A ranked comparison of the best brokerage accounts for new investors in 2026, covering fees, minimums, fund selection, and educational resources.
Opening a brokerage account is the single most important step between wanting to invest and actually doing it. The decision matters less than most beginners think—every major broker now offers zero-commission stock and ETF trades, no account minimums, and fractional shares. Where they differ: educational resources, research tools, account types, and the quality of the mobile experience. FINRA data shows 10.3 million new brokerage accounts opened in 2025 alone, with investors under 35 comprising 62% of that growth. This guide ranks the seven best brokerages for new investors based on fees, fund selection, platform usability, and learning support.
What to Look for in a Beginner Brokerage
The brokerage industry consolidated around zero commissions after Schwab eliminated trading fees in October 2019. That leveled the playing field on cost. The differentiators for beginners now sit in four areas: account minimums and funding ease, investment selection breadth, educational content depth, and platform simplicity.
$0 account minimum. No beginner should need $500 or $1,000 to start. The best brokerages let investors fund with $1 and buy fractional shares immediately.
$0 commissions on stocks and ETFs. This is table stakes in 2026. Any broker charging per-trade fees for basic equity orders should be disqualified.
Fractional shares. Buying 0.1 shares of a $500 stock lets beginners diversify a small portfolio without waiting to accumulate round-lot money.

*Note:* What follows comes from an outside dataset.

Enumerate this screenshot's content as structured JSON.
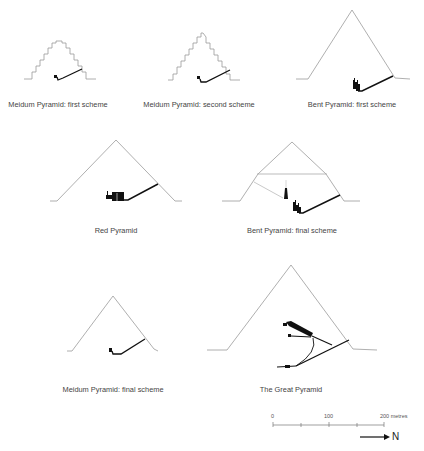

Educational resources. Look for structured learning paths, not scattered articles. Video courses, paper-trading simulators, and quiz-based modules accelerate competence.
IRA availability. The best beginner brokerages also offer Roth and Traditional IRAs so investors can consolidate tax-advantaged and taxable accounts under one roof.
Top 7 Brokerage Accounts for Beginners in 2026
Rankings below weight four factors equally: cost structure (25%), investment selection (25%), educational resources (25%), and platform/app quality (25%). All data verified as of June 2026.
How to Open Your First Brokerage Account
The process takes 10–15 minutes at any major broker. All require the same basic information, and most approve accounts instantly for U.S. residents.
Step 1: Choose a broker from the list above based on your priorities (education, simplicity, fund selection).
Step 2: Gather your information: Social Security number, employer name/address, bank routing and account numbers.
Step 3: Complete the online application. Select 'Individual Brokerage Account' for taxable investing or 'Roth IRA' for tax-free retirement investing.
Step 4: Fund the account. Link a checking account and transfer your initial deposit. Most brokers process ACH transfers in 1–3 business days.
Step 5: Place your first trade. Search for a total stock market ETF (e.g., VTI, ITOT, SPTM) and buy shares or fractional shares.
Step 6: Automate contributions. Set a recurring weekly or biweekly deposit so investing becomes a habit rather than a decision.
Brokerage Account Types Explained
Most beginners should open two accounts: a Roth IRA (for retirement savings with tax-free growth) and a taxable brokerage account (for non-retirement goals). Understanding the differences prevents costly mistakes.
Common Mistakes New Investors Make
Opening an account but never funding it. FINRA reports that 23% of new accounts opened in 2025 had $0 balances after 90 days.
Buying individual stocks before index funds. Diversification through index funds eliminates single-stock risk. Build a core position in a broad-market ETF before selecting individual names.
Checking the account daily. Short-term volatility is noise. Set a monthly or quarterly review cadence.
Ignoring tax-advantaged accounts. Investing in a taxable account while a Roth IRA sits unfunded leaves tax-free growth on the table.
Chasing past returns. Last year's best-performing sector fund rarely repeats. Stick to a diversified, low-cost allocation.
Paying for services that are free elsewhere. Advisory fees of 0.50%+ compound into tens of thousands over decades. Compare before committing.
Key Takeaways
Fidelity and Schwab offer the most complete beginner packages: $0 minimums, $0 commissions, robust education, and IRA options.
Every major broker now offers commission-free stock and ETF trades—cost is no longer the primary differentiator.
Open a Roth IRA first (tax-free growth), then a taxable brokerage for additional savings.
Automate deposits on payday so investing is a habit, not a decision.
Start with a total stock market index fund before branching into individual stocks or sectors.